33. Well, that is the first way, then, in which you will employ your intellect well; and the simple observance of this plain rule of political economy will effect a noble revolution in your architecture, such as you cannot at present so much as conceive. Then the second way in which we are to guard against waste is by setting our men to the easiest, and therefore the quickest, work which will answer the purpose. Marble, for instance, lasts quite as long as granite, and is much softer to work; therefore, when you get hold of a good sculptor, give him marble to carve—not granite.

34. That, you say, is obvious enough.

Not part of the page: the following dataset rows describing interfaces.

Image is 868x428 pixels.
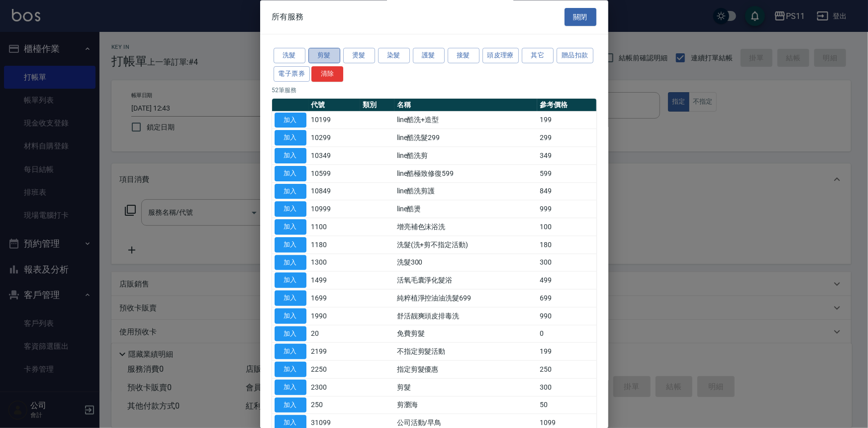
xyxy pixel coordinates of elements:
td: 活氧毛囊淨化髮浴 [394,272,537,289]
button: 加入 [275,344,306,359]
td: 10849 [309,183,361,201]
button: 加入 [275,362,306,377]
td: 剪瀏海 [394,397,537,415]
button: 清除 [311,66,343,82]
button: 其它 [522,48,553,64]
td: 699 [537,289,597,307]
td: line酷洗剪護 [394,183,537,201]
td: 180 [537,236,597,254]
td: 10299 [309,129,361,147]
button: 電子票券 [274,66,311,82]
button: 染髮 [378,48,410,64]
button: 加入 [275,148,306,164]
p: 52 筆服務 [272,85,597,94]
td: 1180 [309,236,361,254]
td: 199 [537,111,597,129]
button: 加入 [275,326,306,341]
td: 999 [537,200,597,218]
td: line酷洗髮299 [394,129,537,147]
td: 1499 [309,272,361,289]
td: 洗髮300 [394,254,537,272]
td: 199 [537,343,597,361]
td: 免費剪髮 [394,325,537,343]
button: 剪髮 [308,48,340,64]
span: 所有服務 [272,12,304,22]
td: 1300 [309,254,361,272]
button: 加入 [275,255,306,271]
td: line酷洗剪 [394,147,537,165]
td: 990 [537,307,597,325]
button: 加入 [275,291,306,307]
td: 849 [537,183,597,201]
td: 1100 [309,218,361,236]
td: 300 [537,254,597,272]
button: 加入 [275,273,306,289]
td: 599 [537,165,597,183]
td: 指定剪髮優惠 [394,361,537,379]
td: 剪髮 [394,379,537,397]
button: 洗髮 [274,48,306,64]
th: 代號 [309,98,361,111]
button: 關閉 [565,8,597,26]
th: 參考價格 [537,98,597,111]
td: 純粹植淨控油油洗髮699 [394,289,537,307]
button: 護髮 [413,48,445,64]
button: 加入 [275,166,306,181]
button: 加入 [275,237,306,253]
td: 2250 [309,361,361,379]
td: 20 [309,325,361,343]
button: 贈品扣款 [557,48,593,64]
button: 加入 [275,202,306,217]
td: 1990 [309,307,361,325]
th: 類別 [360,98,394,111]
td: 1699 [309,289,361,307]
button: 加入 [275,219,306,235]
button: 加入 [275,308,306,324]
td: line酷極致修復599 [394,165,537,183]
td: 10599 [309,165,361,183]
td: 2300 [309,379,361,397]
button: 加入 [275,130,306,146]
td: 舒活靓爽頭皮排毒洗 [394,307,537,325]
td: 50 [537,397,597,415]
td: 10999 [309,200,361,218]
td: 洗髮(洗+剪不指定活動) [394,236,537,254]
button: 接髮 [448,48,480,64]
td: 499 [537,272,597,289]
td: line酷洗+造型 [394,111,537,129]
button: 加入 [275,184,306,199]
td: 10199 [309,111,361,129]
td: 299 [537,129,597,147]
td: 250 [309,397,361,415]
button: 燙髮 [343,48,375,64]
button: 加入 [275,112,306,128]
td: 不指定剪髮活動 [394,343,537,361]
td: line酷燙 [394,200,537,218]
td: 增亮補色沫浴洗 [394,218,537,236]
td: 2199 [309,343,361,361]
td: 10349 [309,147,361,165]
td: 0 [537,325,597,343]
td: 100 [537,218,597,236]
td: 250 [537,361,597,379]
th: 名稱 [394,98,537,111]
td: 300 [537,379,597,397]
td: 349 [537,147,597,165]
button: 加入 [275,398,306,413]
button: 加入 [275,380,306,395]
button: 頭皮理療 [483,48,519,64]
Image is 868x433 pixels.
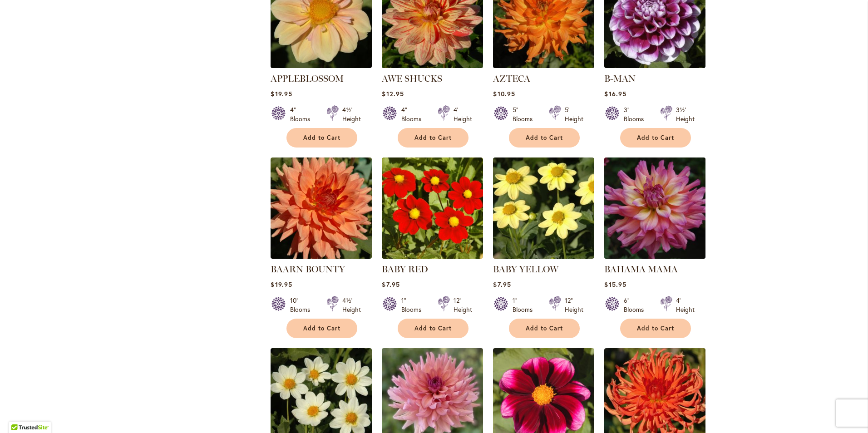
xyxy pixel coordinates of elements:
[493,73,530,84] a: AZTECA
[493,280,511,289] span: $7.95
[303,325,340,332] span: Add to Cart
[270,73,344,84] a: APPLEBLOSSOM
[414,325,451,332] span: Add to Cart
[493,252,594,261] a: BABY YELLOW
[565,105,583,124] div: 5' Height
[382,280,399,289] span: $7.95
[525,325,563,332] span: Add to Cart
[342,296,361,314] div: 4½' Height
[382,89,404,98] span: $12.95
[565,296,583,314] div: 12" Height
[382,61,483,70] a: AWE SHUCKS
[303,134,340,141] span: Add to Cart
[604,264,678,275] a: BAHAMA MAMA
[623,105,649,124] div: 3" Blooms
[604,73,636,84] a: B-MAN
[453,296,472,314] div: 12" Height
[493,264,558,275] a: BABY YELLOW
[382,157,483,259] img: BABY RED
[270,89,292,98] span: $19.95
[493,157,594,259] img: BABY YELLOW
[382,252,483,261] a: BABY RED
[602,155,708,261] img: Bahama Mama
[382,73,442,84] a: AWE SHUCKS
[7,401,32,426] iframe: Launch Accessibility Center
[290,105,316,124] div: 4" Blooms
[604,89,626,98] span: $16.95
[401,105,426,124] div: 4" Blooms
[493,89,514,98] span: $10.95
[604,61,705,70] a: B-MAN
[509,128,580,147] button: Add to Cart
[270,61,372,70] a: APPLEBLOSSOM
[637,325,674,332] span: Add to Cart
[676,105,694,124] div: 3½' Height
[398,128,469,147] button: Add to Cart
[286,319,357,338] button: Add to Cart
[604,252,705,261] a: Bahama Mama
[509,319,580,338] button: Add to Cart
[270,157,372,259] img: Baarn Bounty
[286,128,357,147] button: Add to Cart
[525,134,563,141] span: Add to Cart
[620,128,691,147] button: Add to Cart
[382,264,428,275] a: BABY RED
[513,296,538,314] div: 1" Blooms
[270,280,292,289] span: $19.95
[270,252,372,261] a: Baarn Bounty
[290,296,316,314] div: 10" Blooms
[453,105,472,124] div: 4' Height
[270,264,345,275] a: BAARN BOUNTY
[342,105,361,124] div: 4½' Height
[398,319,469,338] button: Add to Cart
[493,61,594,70] a: AZTECA
[414,134,451,141] span: Add to Cart
[604,280,626,289] span: $15.95
[623,296,649,314] div: 6" Blooms
[401,296,426,314] div: 1" Blooms
[513,105,538,124] div: 5" Blooms
[676,296,694,314] div: 4' Height
[637,134,674,141] span: Add to Cart
[620,319,691,338] button: Add to Cart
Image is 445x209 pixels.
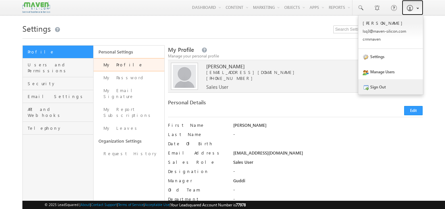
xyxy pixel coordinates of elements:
[94,71,165,84] a: My Password
[168,131,227,137] label: Last Name
[233,122,423,131] div: [PERSON_NAME]
[94,45,165,58] a: Personal Settings
[28,80,92,86] span: Security
[206,75,256,81] span: [PHONE_NUMBER]
[23,122,93,135] a: Telephony
[233,177,423,187] div: Guddi
[28,93,92,99] span: Email Settings
[359,79,423,94] a: Sign Out
[233,150,423,159] div: [EMAIL_ADDRESS][DOMAIN_NAME]
[145,202,170,206] a: Acceptable Use
[168,99,292,108] div: Personal Details
[168,177,227,183] label: Manager
[23,77,93,90] a: Security
[94,84,165,103] a: My Email Signature
[334,25,423,33] input: Search Settings
[94,103,165,122] a: My Report Subscriptions
[23,103,93,122] a: API and Webhooks
[405,106,423,115] button: Edit
[171,202,246,207] span: Your Leadsquared Account Number is
[168,196,227,202] label: Department
[168,140,227,146] label: Date Of Birth
[94,58,165,71] a: My Profile
[168,46,194,53] span: My Profile
[94,122,165,135] a: My Leaves
[359,15,423,49] a: [PERSON_NAME] lsq3@maven-silicon.com crmmaven
[28,62,92,74] span: Users and Permissions
[22,23,51,34] span: Settings
[233,159,423,168] div: Sales User
[363,20,419,26] p: [PERSON_NAME]
[168,168,227,174] label: Designation
[28,125,92,131] span: Telephony
[23,58,93,77] a: Users and Permissions
[22,2,50,13] img: Custom Logo
[80,202,90,206] a: About
[94,147,165,160] a: Request History
[359,64,423,79] a: Manage Users
[45,201,246,208] span: © 2025 LeadSquared | | | | |
[206,63,410,69] span: [PERSON_NAME]
[168,150,227,156] label: Email Address
[168,159,227,165] label: Sales Role
[28,106,92,118] span: API and Webhooks
[23,90,93,103] a: Email Settings
[168,53,423,59] div: Manage your personal profile
[363,37,419,42] p: crmma ven
[233,131,423,140] div: -
[168,187,227,193] label: Old Team
[359,49,423,64] a: Settings
[233,168,423,177] div: -
[206,84,228,90] span: Sales User
[94,135,165,147] a: Organization Settings
[233,196,423,205] div: -
[206,69,410,75] span: [EMAIL_ADDRESS][DOMAIN_NAME]
[23,45,93,58] a: Profile
[168,122,227,128] label: First Name
[233,187,423,196] div: -
[236,202,246,207] span: 77978
[91,202,117,206] a: Contact Support
[363,29,419,34] p: lsq3@ maven -sili con.c om
[28,49,92,55] span: Profile
[118,202,144,206] a: Terms of Service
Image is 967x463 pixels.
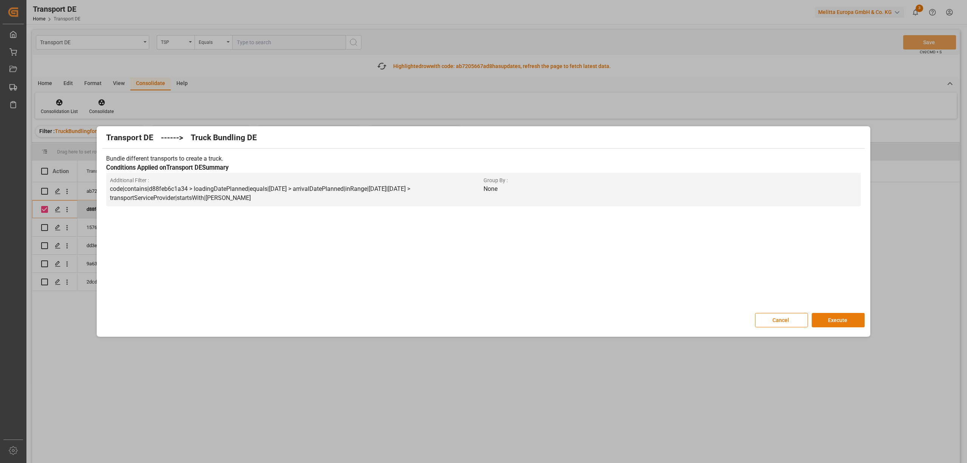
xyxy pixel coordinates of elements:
[483,184,857,193] p: None
[483,176,857,184] span: Group By :
[161,132,183,144] h2: ------>
[106,163,861,173] h3: Conditions Applied on Transport DE Summary
[812,313,865,327] button: Execute
[755,313,808,327] button: Cancel
[110,176,483,184] span: Additional Filter :
[106,132,153,144] h2: Transport DE
[110,184,483,202] p: code|contains|d88feb6c1a34 > loadingDatePlanned|equals|[DATE] > arrivalDatePlanned|inRange|[DATE]...
[106,154,861,163] p: Bundle different transports to create a truck.
[191,132,257,144] h2: Truck Bundling DE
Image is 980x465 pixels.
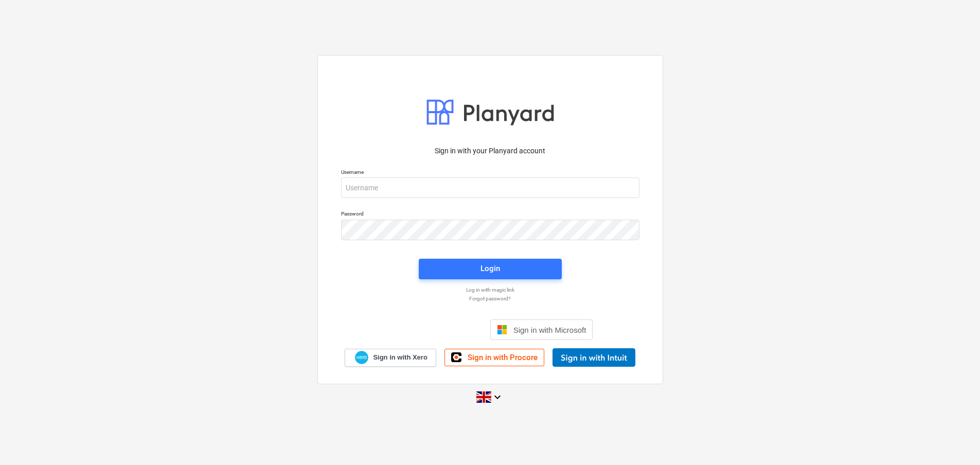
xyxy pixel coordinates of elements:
p: Password [341,210,639,219]
a: Sign in with Xero [344,349,436,367]
a: Sign in with Procore [444,349,544,366]
span: Sign in with Xero [373,353,427,362]
button: Login [418,258,562,279]
img: Microsoft logo [497,325,507,335]
a: Forgot password? [336,296,644,302]
p: Username [341,169,639,177]
img: Xero logo [355,350,368,364]
a: Log in with magic link [336,286,644,293]
span: Sign in with Procore [467,353,538,362]
div: Login [480,262,500,275]
i: keyboard_arrow_down [491,391,504,403]
span: Sign in with Microsoft [514,326,586,334]
p: Sign in with your Planyard account [341,145,639,156]
iframe: Sign in with Google Button [382,319,487,341]
input: Username [341,177,639,198]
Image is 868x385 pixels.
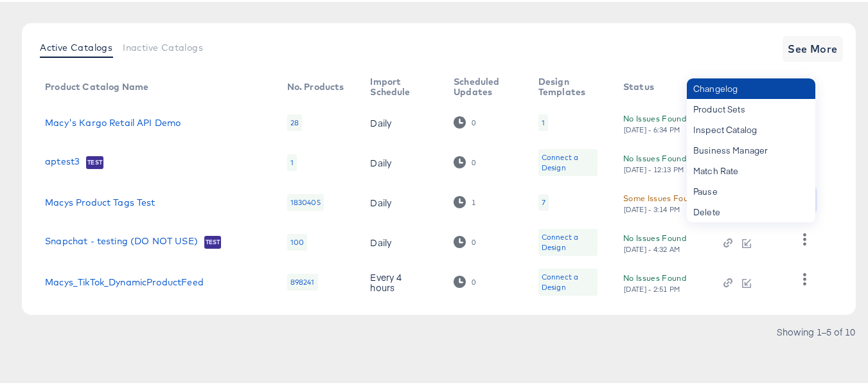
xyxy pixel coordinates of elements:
[45,234,198,246] a: Snapchat - testing (DO NOT USE)
[783,70,832,101] th: More
[453,194,476,206] div: 1
[471,196,476,205] div: 1
[453,274,476,286] div: 0
[287,80,345,90] div: No. Products
[687,139,815,159] div: Business Manager
[453,74,513,95] div: Scheduled Updates
[45,195,155,205] a: Macys Product Tags Test
[782,34,843,60] button: See More
[541,151,594,171] div: Connect a Design
[287,272,318,288] div: 898241
[776,325,856,335] div: Showing 1–5 of 10
[687,97,815,117] div: Product Sets
[687,76,815,97] div: Changelog
[453,234,476,246] div: 0
[45,80,149,90] div: Product Catalog Name
[45,154,80,167] a: aptest3
[287,232,307,249] div: 100
[122,40,203,50] span: Inactive Catalogs
[687,117,815,139] div: Inspect Catalog
[541,270,594,291] div: Connect a Design
[539,192,549,209] div: 7
[287,112,302,129] div: 28
[86,156,103,166] span: Test
[539,227,598,254] div: Connect a Design
[471,275,476,285] div: 0
[370,74,428,95] div: Import Schedule
[687,180,815,200] div: Pause
[453,154,476,167] div: 0
[539,147,598,175] div: Connect a Design
[453,115,476,127] div: 0
[287,152,297,169] div: 1
[713,70,783,101] th: Action
[623,190,698,203] div: Some Issues Found
[204,235,221,246] span: Test
[539,112,548,129] div: 1
[539,74,598,95] div: Design Templates
[360,101,443,141] td: Daily
[360,141,443,181] td: Daily
[541,195,546,205] div: 7
[471,236,476,245] div: 0
[45,116,180,126] a: Macy's Kargo Retail API Demo
[541,230,594,251] div: Connect a Design
[623,190,698,212] button: Some Issues Found[DATE] - 3:14 PM
[471,116,476,125] div: 0
[788,38,838,56] span: See More
[360,181,443,221] td: Daily
[613,70,713,101] th: Status
[287,192,324,209] div: 1830405
[623,203,681,212] div: [DATE] - 3:14 PM
[40,40,112,50] span: Active Catalogs
[360,221,443,260] td: Daily
[471,157,476,165] div: 0
[360,260,443,300] td: Every 4 hours
[45,275,204,286] a: Macys_TikTok_DynamicProductFeed
[687,159,815,180] div: Match Rate
[539,267,598,293] div: Connect a Design
[687,200,815,221] div: Delete
[541,116,545,126] div: 1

Yes; but it is not so obvious how much of your workmen's time you waste annually in making them cut glass, after it has got hard, when you ought to make them mould it while it is soft. It is not so obvious how much expense you waste in cutting diamonds and rubies, which are the hardest things you can find, into shapes that mean nothing, when the same men might be cutting sandstone and freestone into shapes that meant something. It is not so obvious how much of the artists' time in Italy you waste, by forcing them to make wretched little pictures for you out of crumbs of stone glued together at enormous cost, when the tenth of the time would make good and noble pictures for you out of water-colour.

35. I could go on giving you almost numberless instances of this great commercial mistake; but I should only weary and confuse you. I therefore commend also this head of our subject to your own meditation, and proceed to the last I named—the last I shall task your patience with to-night. You know we are now considering how to apply our genius; and we were to do it as economists, in three ways:—

To various work;

To easy work;

To lasting work.

36. This lasting of the work, then, is our final question.

Many of you may perhaps remember that Michael Angelo was once commanded by Pietro di Medici to mould a statue out of snow, and that he obeyed the command.6 I am glad, and we have all reason to be glad, that such a fancy ever came into the mind of the unworthy prince, and for this cause: that Pietro di Medici then gave, at the period of one great epoch of consummate power in the arts, the perfect, accurate, and intensest possible type of the greatest error which nations and princes can commit, respecting the power of genius entrusted to their guidance. You had there, observe, the strongest genius in the most perfect obedience; capable of iron independence, yet wholly submissive to the patron's will; at once the most highly accomplished and the most original, capable of doing as much as man could do, in any direction that man could ask. And its governor, and guide, and patron sets it to build a statue in snow—to put itself into the service of annihilation—to make a cloud of itself, and pass away from the earth.